The percentage of bridges in poor or worse condition grew gradually from just under 11 per cent in 2010, while those listed in good or better shape fell from 54.6 per cent to 53.3 per cent over three years, the database says.

Just under half of the province’s 4,310 bridges are more than 50 years old, Fitzner said.

He said the bridges remain safe, in part because when they are too deteriorated they are either closed or a new maximum weight is posted. Fifty-three bridges are on a five-year replacement or repair list, he added.

The database does not say how many bridges have been closed.

Fitzner said tight budgets mean many of those listed as poor or worse will have to wait for repairs as the province’s salty air takes its toll.

“You start losing the metal to oxidation,” he said. “If you have a very rigorous painting program you keep that section loss from happening, and in a lot of cases we aren’t doing that as much as we should be doing it.”

Highway 7, located along the province’s windy and scenic Eastern Shore, has a dozen bridges that were in poor or serious condition, the database says.

“Timber abutments are rotten,” says an inspection report dated Aug. 14, 2012, on the Gaetz Brook Bridge, one of the bridges cited along that stretch of road.

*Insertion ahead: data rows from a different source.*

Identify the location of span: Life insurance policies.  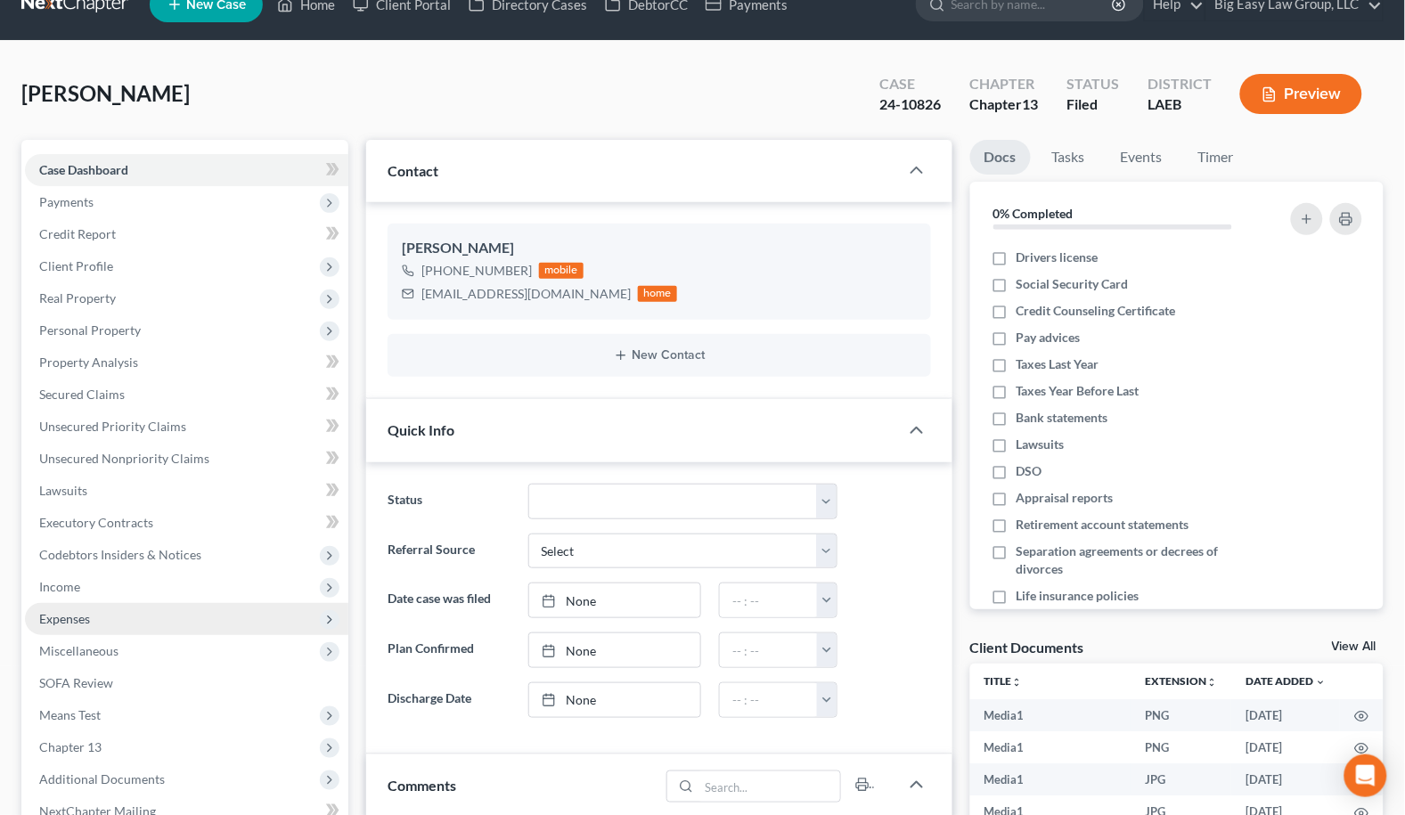
(1078, 596).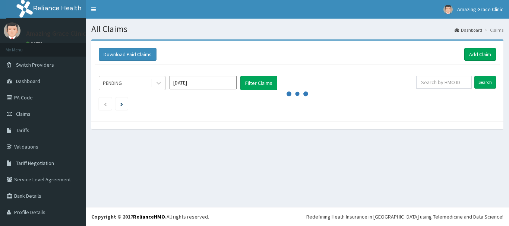  Describe the element at coordinates (28, 81) in the screenshot. I see `span: Dashboard` at that location.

The Spry Bay Bridge, east of the Gaetz Brook Bridge, was found to have “severe widespread crushing of abutment and pier members” in an inspection report dated April 3, 2012.

“All of them are deteriorating at roughly the same rate and they’re all coming up due for a major rehabilitation or replacement,” Will Crocker, the province’s chief bridge engineer, said in an interview.

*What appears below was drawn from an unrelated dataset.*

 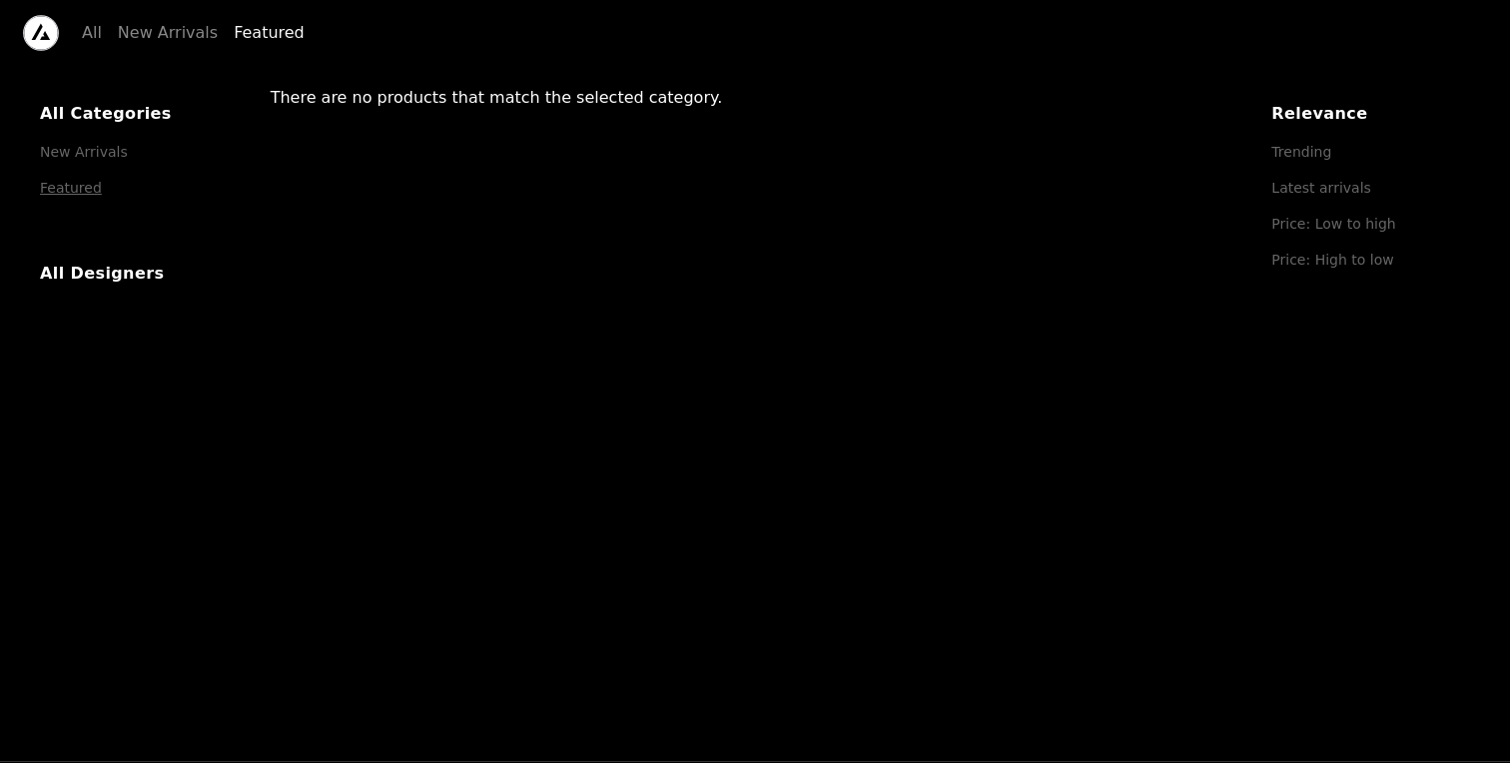 I want to click on a: Price: High to low, so click(x=1332, y=260).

On the Trans-Canada Highway between Halifax and Truro, an overpass at Nine Mile River is listed as having “heavy pitting and section loss on girders,” with a note saying, “superstructure needs repairs.”

Crocker said the Transportation Department will keep monitoring the bridges and, in some cases, the work will be timed to coincide with highway upgrades.

In some counties, inspectors occasionally add handwritten notes on the state of decline of the bridges, many of them small and on quiet roads.

“Bad shape,” an inspector says about the Campbell Meadow Bridge in Kings County. “On the project list for last two or three years!”

IFitzner said the province is also hoping that Ottawa’s $14-billion infrastructure program—the Building Canada Fund in last year’s budget—will add to budgets for roads and bridges.

In the meantime, he estimates the province is about $100 million a year short of what’s needed to keep its highways and crossings in good condition.